For love of the city
Volunteers key as Chattanooga hosts its fourth Ironman event this year
Chattanooga’s year of the Ironman comes to a close this weekend with another race Sunday, which means one more day thousands of volunteers are needed to coordinate the race, organize packets and do the hundreds of jobs required to run the event.
It also means another day of road closures, sold-out hotels and limited parking.
Organizers and racers alike understand the burden a city takes on when it hosts the events, and no city — outside of maybe Kona, Hawaii, which hosts the annual Ironman world
championship and other events — has undertaken a year like this. This will be the fourth Ironman event this year in Chattanooga — an Ironman record.
“We understand that our races have a certain impact on the community,” Ironman CEO Andrew Messick said during the Ironman 70.3 world championships earlier this month in Chattanooga. “We close roads, we inconvenience people, there’s cyclists all over the place, and to have a community that is embracing of the benefits that Ironman brings makes a big difference for us.”
The Scenic City has lived up to its state’s nickname, as no other city has turned out volunteers quite like Chattanooga.
The city set an Ironman record in 2015 when more than 4,700 volunteers helped at the event.
While it might sound excessive to some, Chattanooga volunteer coordinator Lisa Anderson said each one of those volunteers is needed.
“Volunteers make the race. If it wasn’t for volunteers, we wouldn’t be able to do it,” Anderson said. “They do so much … and there’s something anyone and everyone can do.”
For Sunday’s event, it was more difficult than usual to get volunteers, Anderson said. The city hosted two world championship events two weeks ago in which thousands of volunteers were needed. But once again, the Volunteer State came through. Anderson and many others scrounged together more than 3,000 volunteers to help this week.
One of those volunteers is Dr. David Bruce, an orthopedic surgeon at Erlanger who has volunteered since the event came to the city in 2014.
Bruce leads the medical team. He’s seen thousands of people come through the medical tent for things such as dehydration, exhaustion and even seizures. It’s an unpaid position that requires nearly 100 hours of work for him each race, he said.
The city and the Chattanooga Convention and Visitors Bureau gave Bruce a community service award this week for his volunteer work with Ironman.
“For me, I don’t do this for Ironman. I do this for Chattanooga. Ironman has been a huge thing for Chattanooga,” he said. “[The economic impact] gives us so many things that allow me to enjoy the city. I do it for the athletes, but I really do it for the city.”
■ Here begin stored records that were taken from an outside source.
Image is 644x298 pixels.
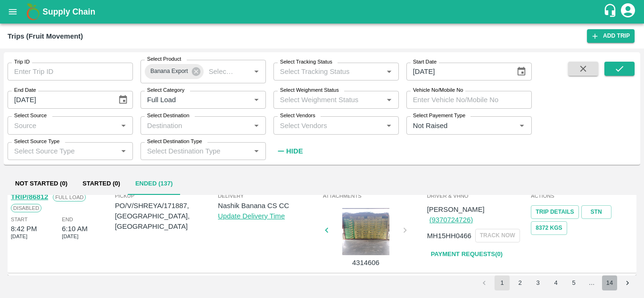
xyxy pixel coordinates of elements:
input: Select Payement Type [409,119,501,132]
span: Disabled [11,204,41,213]
img: logo [24,2,42,21]
a: Supply Chain [42,5,603,18]
span: Attachments [323,192,425,200]
button: Open [383,66,395,78]
a: STN [581,205,611,219]
input: Select Destination Type [143,145,248,158]
span: [DATE] [11,232,28,241]
a: (9370724726) [430,216,473,224]
div: Trips (Fruit Movement) [8,30,83,42]
button: Choose date, selected date is Aug 31, 2025 [114,91,132,109]
input: Select Tracking Status [276,66,368,78]
button: Open [516,120,528,132]
span: Banana Export [144,67,194,76]
button: Ended (137) [128,172,180,195]
input: Source [10,119,115,132]
span: Pickup [115,192,218,200]
a: Payment Requests(0) [427,246,506,263]
p: Nashik Banana CS CC [218,201,321,211]
label: Select Source Type [14,138,60,145]
input: Select Source Type [10,145,115,158]
label: Select Destination [147,112,190,120]
p: PO/V/SHREYA/171887, [GEOGRAPHIC_DATA], [GEOGRAPHIC_DATA] [115,201,218,232]
input: Select Product [205,66,235,78]
input: Select Vendors [276,119,380,132]
label: Select Tracking Status [280,58,332,66]
button: Open [383,94,395,106]
button: Open [250,145,262,158]
button: Open [117,145,130,158]
button: Not Started (0) [8,172,75,195]
div: customer-support [603,3,619,20]
input: Enter Trip ID [8,63,133,80]
span: [PERSON_NAME] [427,206,485,213]
label: End Date [14,86,36,94]
label: Trip ID [14,58,30,66]
button: Open [117,120,130,132]
p: MH15HH0466 [427,231,471,241]
strong: Hide [286,148,303,155]
span: Full Load [53,193,86,202]
label: Select Payement Type [413,112,465,120]
a: Trip Details [531,205,578,219]
label: Vehicle No/Mobile No [413,86,463,94]
button: Open [250,120,262,132]
div: … [584,279,599,288]
input: Enter Vehicle No/Mobile No [406,91,532,109]
label: Select Category [147,86,184,94]
nav: pagination navigation [475,275,636,290]
button: Go to next page [620,275,635,290]
span: Start [11,215,28,224]
label: Select Destination Type [147,138,202,145]
div: 6:10 AM [62,224,87,234]
label: Select Source [14,112,47,120]
span: Delivery [218,192,321,200]
input: Select Weighment Status [276,94,368,106]
button: Open [383,120,395,132]
span: Driver & VHNo [427,192,529,200]
span: Actions [531,192,633,200]
button: Go to page 2 [512,275,528,290]
label: Select Weighment Status [280,86,339,94]
p: 4314606 [330,258,401,268]
div: 8:42 PM [11,224,37,234]
button: 8372 Kgs [531,221,567,235]
input: Select Category [143,94,235,106]
a: TRIP/86812 [11,193,48,201]
button: Go to page 14 [602,275,617,290]
button: Go to page 5 [566,275,581,290]
button: Choose date, selected date is Dec 31, 2024 [512,63,530,80]
input: Start Date [406,63,509,80]
input: Destination [143,119,248,132]
button: Go to page 4 [548,275,564,290]
div: account of current user [619,2,636,21]
b: Supply Chain [42,7,95,17]
button: Open [250,66,262,78]
label: Start Date [413,58,437,66]
button: Go to page 3 [530,275,545,290]
label: Select Product [147,56,181,63]
input: End Date [8,91,110,109]
button: Hide [273,143,305,159]
span: [DATE] [62,232,78,241]
a: Update Delivery Time [218,213,285,220]
a: Add Trip [587,29,635,43]
label: Select Vendors [280,112,315,120]
button: Open [250,94,262,106]
button: page 1 [495,275,509,290]
button: open drawer [2,1,24,23]
span: End [62,215,73,224]
div: Banana Export [144,64,203,79]
button: Started (0) [75,172,128,195]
In order to receive an Ironman event, the host city has to have a physician in place to lead the medical team. A year before the first race came to the city, CVB president and CEO Bob Doak asked Bruce to do it. It was too much of a commitment. He passed.
“I sat and thought, ‘Who the heck is going to do it if I don’t do it?’” Bruce said.
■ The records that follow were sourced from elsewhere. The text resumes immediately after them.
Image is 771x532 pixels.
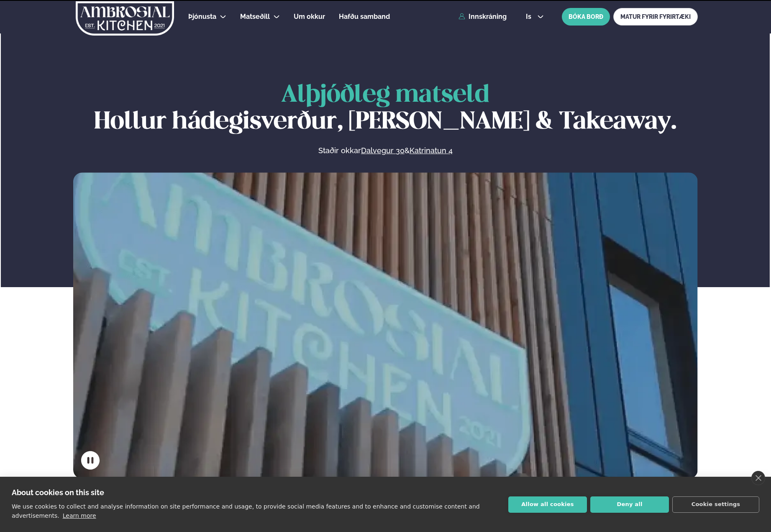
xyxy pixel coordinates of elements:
[673,496,759,513] button: Cookie settings
[241,12,270,21] span: Matseðill
[590,496,669,513] button: Deny all
[339,12,390,22] a: Hafðu samband
[614,8,698,26] a: MATUR FYRIR FYRIRTÆKI
[339,12,390,21] span: Hafðu samband
[281,84,490,107] span: Alþjóðleg matseld
[410,146,453,156] a: Katrinatun 4
[509,496,587,513] button: Allow all cookies
[12,503,480,519] p: We use cookies to collect and analyse information on site performance and usage, to provide socia...
[73,82,698,136] h1: Hollur hádegisverður, [PERSON_NAME] & Takeaway.
[294,12,326,21] span: Um okkur
[752,470,765,485] a: close
[75,2,175,36] img: logo
[12,488,104,497] strong: About cookies on this site
[241,12,270,22] a: Matseðill
[361,146,405,156] a: Dalvegur 30
[459,13,507,21] a: Innskráning
[562,8,610,26] button: BÓKA BORÐ
[188,12,216,22] a: Þjónusta
[526,13,534,20] span: is
[520,13,551,20] button: is
[62,512,97,519] a: Learn more
[227,146,544,156] p: Staðir okkar &
[294,12,326,22] a: Um okkur
[188,12,216,21] span: Þjónusta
He called Doak back, and he’s directed the medical team ever since.
Volunteers don’t have to have a medical background to help at Ironman. Many stations consist of handing out food, pointing athletes in the right direction and cheering on finishers. They also paint numbers on competitors, help them at transition points and pick up trash.
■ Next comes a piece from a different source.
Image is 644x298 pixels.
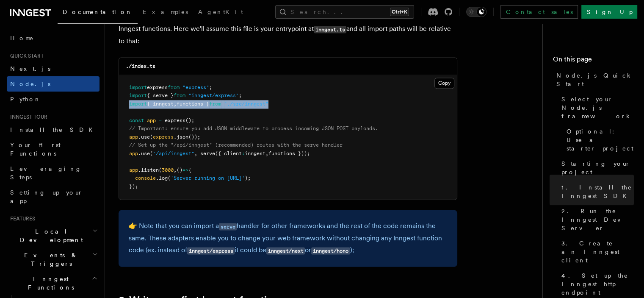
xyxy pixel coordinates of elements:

Many of the volunteer stations are made up of local groups.
The stations have coordinators who can fill the shifts on their own, have them filled by volunteers who sign up through Ironman or a combination. They’re made up of church groups, high school bands and many others. One such group is the local Chattanooga Girls for Tri club headed by Katie Schumacher.
Schumacher moved to Chattanooga with her family from California after falling in love with the city when her son, Ryan, started at McCallie School. She has volunteered every year since 2015 and served in many roles. She’s volunteered at feed stations, captained several groups and is leading the Ironkids event this weekend.
Her triathlon team is one group that likely will receive some of the $90,000 Ironman gives to groups that volunteer. The more those groups help and the harder the job they do, the more money they get, Schumacher said.
“We all pick some way to give back, and this is what I do,” she said.